THE CENTER FOR ENVIRONMENTAL POLICY AT BARD COLLEGE CONTINUES OPEN FORUM SERIES WITH "BIOTECHNOLOGY: IS IT THE WAVE OF THE FUTURE?" ON THURSDAY, OCTOBER 28
Are Dolly the Cloned Sheep and BT Engineered Corn Examples of Scientific Progress or a Pandora's Box of Unknown Creation?ANNANDALE-ON-HUDSON, N.Y.-"Biotechnology: Is It the Wave of the Future?" is the topic for the second Open Forum sponsored by the Center for Environmental Policy at Bard College. The forum, free and open to the public, will held be on Thursday, October 28 at 7:30 p.m. in the multipurpose room of the Bertelsmann Campus Center. A panel of experts will examine the politics, science, economics, and ethics of genetic modification and substitution, with special attention to the food industry. A reception with the panelists will follow the forum.
Within the next decade, many kinds of vegetables, grains, fruits, trees, and fiber crops are likely to be added to the genetically altered commercial crops already approved for development and sale, such as insect-resistant potato and cotton, virus-resistant squash, and herbicide-resistant soybean. These developments are restructuring the agricultural system and threaten a major trade dispute between the United States and the European Union. "The issues surrounding biotechnology are rife with confusion," explains Joanne Fox-Przeworski, director of CEP. "They are important to clarify, though, as they have potentially wide-ranging implications for agriculture, the environment, trade, health, consumers, the world's food supply, and bioethics."
About the Panelists:
Val Giddings is vice president for food and agriculture of the Biotechnology Industry Organization (BIO) in Washington, D.C. With more than 800 members, BIO is the largest trade organization to serve the life sciences industry, operating in forty-seven states and more than twenty-six countries. BIO represents companies and institutions involved in research and development of health care, agriculture, industrial, and environmental biotechnology products. Giddings, a geneticist, was -continued- formerly the branch chief for science and policy coordination with the biotechnology products regulatory division of the U. S. Department of Agriculture and a member of the U. S. delegation that negotiated the Biodiversity Convention.
Robert W. Herdt is director of agricultural science at the Rockefeller Foundation and a specialist on trends in developing countries concerning food self-reliance, population growth, and agricultural production. An expert on Asian rice production, he has worked in the international environmental arena since the 1960s, initially with the Ford and Rockefeller Foundations in India. He was head economist at the International Rice Research Institute and scientific advisor to the Consultative Group on International Agricultural Research (CGIAR) at the World Bank. Herdt is the coauthor of more than sixty articles and six books, the most recent analyzing the implications of the "green revolution" and the promises and pitfalls of agricultural biotechnology. His book The Rice Economy of Asia received the 1986 award for outstanding research communication from the American Agricultural Economics Association.
Margaret Mellon is director of the Agriculture and Biotechnology Program of the Union of Concerned Scientists and a visiting professor at Vermont Law School. A scientist and lawyer, Mellon has written about the complex problems of antibiotic-resistant pathogens. In her book, The Ecological Risks of Engineered Crops, written with Jane Rissler, she calls attention to potential consequences from the wide adoption of genetically altered plants and animals to biodiveristy, human ethics, and the survival of independent farmers. Mellon was director of the Biotechology Policy Center of the National Wildlife Foundation.
Michael Tibbitts, moderator, is a geneticist and associate professor of biology at Bard College. He is developing an undergraduate course, "Bioethics," with Daniel Berthold-Bond that will be offered at Bard in spring 2000.
The final open forum in the series, "Ethics, Justice, Democracy and the Environment: What Do We Owe Future Generations?" will be held on Thursday, February 24, at 7:30 p.m. Outstanding scholars will address some of the most pressing questions in a democracy about political order, social policy, obligations to future generations, and the environment.
Reservations are requested for the forums. Call 914-758-7071 or e-mail [email protected] for further information.
The Open Forum Series is sponsored by the Center for Environmental Policy (CEP) at Bard College, as part of its commitment to make current and important environmental issues available for widespread public discussion. Through education, research, and public service, the newly created CEP addresses local and global policy issues pertaining to the natural and built environments. At the core of CEP's activities is a two-year program leading to a Master of Science in Environmental Policy, beginning autumn 2001.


- About this exercise: How many lines of the data hold the word "arrowhead"? State the number and nothing else.

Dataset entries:
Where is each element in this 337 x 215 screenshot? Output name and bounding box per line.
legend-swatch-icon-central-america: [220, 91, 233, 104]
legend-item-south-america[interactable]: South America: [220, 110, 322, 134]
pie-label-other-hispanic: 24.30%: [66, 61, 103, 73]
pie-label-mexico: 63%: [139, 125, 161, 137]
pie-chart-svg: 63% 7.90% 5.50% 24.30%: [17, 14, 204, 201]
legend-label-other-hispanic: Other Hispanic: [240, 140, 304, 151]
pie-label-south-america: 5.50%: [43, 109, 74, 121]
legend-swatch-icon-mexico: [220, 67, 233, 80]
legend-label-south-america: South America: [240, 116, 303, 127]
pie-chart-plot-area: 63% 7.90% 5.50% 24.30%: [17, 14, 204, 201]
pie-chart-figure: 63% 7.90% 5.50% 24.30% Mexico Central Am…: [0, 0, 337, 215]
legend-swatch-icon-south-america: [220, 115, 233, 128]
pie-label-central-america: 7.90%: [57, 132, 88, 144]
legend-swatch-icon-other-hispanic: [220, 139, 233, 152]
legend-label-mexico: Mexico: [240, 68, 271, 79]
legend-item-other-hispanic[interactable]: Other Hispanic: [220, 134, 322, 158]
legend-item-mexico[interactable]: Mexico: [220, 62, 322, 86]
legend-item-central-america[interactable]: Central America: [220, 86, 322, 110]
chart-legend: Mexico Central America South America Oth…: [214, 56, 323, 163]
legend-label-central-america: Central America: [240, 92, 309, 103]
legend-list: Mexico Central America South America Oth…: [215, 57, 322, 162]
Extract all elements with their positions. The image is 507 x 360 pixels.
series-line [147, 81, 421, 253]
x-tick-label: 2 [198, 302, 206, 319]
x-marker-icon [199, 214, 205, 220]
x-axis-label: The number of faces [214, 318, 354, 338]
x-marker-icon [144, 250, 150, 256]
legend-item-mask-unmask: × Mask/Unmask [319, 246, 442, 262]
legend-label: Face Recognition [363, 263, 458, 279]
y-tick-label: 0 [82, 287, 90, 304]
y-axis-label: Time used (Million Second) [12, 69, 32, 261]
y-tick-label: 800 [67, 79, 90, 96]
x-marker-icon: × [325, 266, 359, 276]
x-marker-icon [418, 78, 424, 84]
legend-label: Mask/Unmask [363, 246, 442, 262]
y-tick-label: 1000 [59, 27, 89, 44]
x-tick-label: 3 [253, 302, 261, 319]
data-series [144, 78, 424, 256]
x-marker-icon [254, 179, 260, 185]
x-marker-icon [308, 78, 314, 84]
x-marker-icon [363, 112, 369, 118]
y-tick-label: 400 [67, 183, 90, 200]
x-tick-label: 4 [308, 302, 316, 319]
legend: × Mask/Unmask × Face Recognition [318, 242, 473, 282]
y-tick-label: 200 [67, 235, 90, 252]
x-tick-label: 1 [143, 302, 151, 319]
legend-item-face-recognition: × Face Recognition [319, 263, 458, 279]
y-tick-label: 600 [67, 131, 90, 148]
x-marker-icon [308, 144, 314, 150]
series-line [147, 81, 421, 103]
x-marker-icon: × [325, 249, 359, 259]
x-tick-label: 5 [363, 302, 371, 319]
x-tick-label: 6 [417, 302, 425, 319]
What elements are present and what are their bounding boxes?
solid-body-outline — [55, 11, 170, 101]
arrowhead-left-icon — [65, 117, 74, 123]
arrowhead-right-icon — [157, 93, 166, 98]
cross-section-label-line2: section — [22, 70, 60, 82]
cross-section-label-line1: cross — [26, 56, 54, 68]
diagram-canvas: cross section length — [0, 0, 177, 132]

- Exercise output: 2